Although he is just 22, Andrew Zeller is a fourth-year Ph.D. candidate in mathematics at Purdue University. He is one reason the school is a rare exception to the rule of unreason on American campuses, where freedom of speech is under siege. He and Purdue are evidence that freedom of speech, by which truth is winnowed from error, is most reliably defended by those in whose intellectual pursuits the truth is most rigorously tested by reality.
While in high school in Bowling Green, Ohio, Zeller completed three years of college undergraduate courses. He arrived at Purdue when its incoming president, Indiana’s former Gov. Mitch Daniels, wanted the university to receive the top “green light” rating from the Foundation for Individual Rights in Education (FIRE), which combats campus restrictions on speech and rates institutions on their adherence to constitutional principles.
Zeller, president of Purdue’s graduate student government, and some undergraduate leaders urged Daniels to do what he was eager to do: Purdue has become the second university (after Princeton) to embrace the essence of the statement from the University of Chicago that affirms the principle that “education should not be intended to make people comfortable, it is meant to make them think.” The statement says “it is not the proper role of the university to attempt to shield individuals from ideas and opinions they find unwelcome, disagreeable or even deeply offensive,” and it endorses “a solemn responsibility not only to promote a lively and fearless freedom of debate and deliberation, but also to protect that freedom when others attempt to restrict it.”

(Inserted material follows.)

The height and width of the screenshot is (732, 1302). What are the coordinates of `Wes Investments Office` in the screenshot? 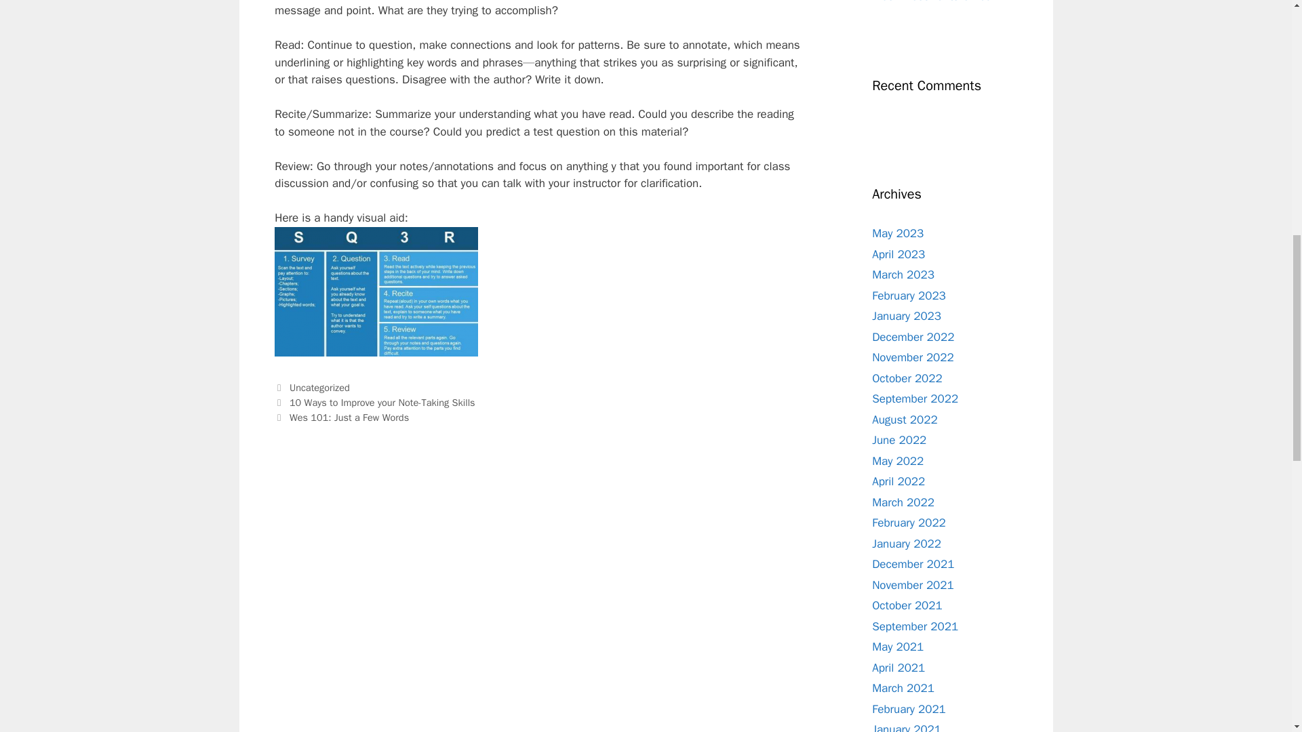 It's located at (932, 1).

Why is Purdue one of just six universities that have now aligned with the spirit of the Chicago policy? Partly because of Daniels’ leadership. But also because Purdue, Indiana’s land-grant institution, is true to the 1862 Morrill Act’s emphasis on applied learning. It graduates more engineers than any U.S. university other than Georgia Tech. Purdue, tied with the University of California-Berkeley, awards more STEM (science, technology, engineering, mathematics) undergraduate diplomas than all but two public research universities (Penn State and Texas A&M). Among such universities, a higher percentage of Purdue students graduate in STEM fields than those of any school other than Georgia Tech and the University of California, San Diego.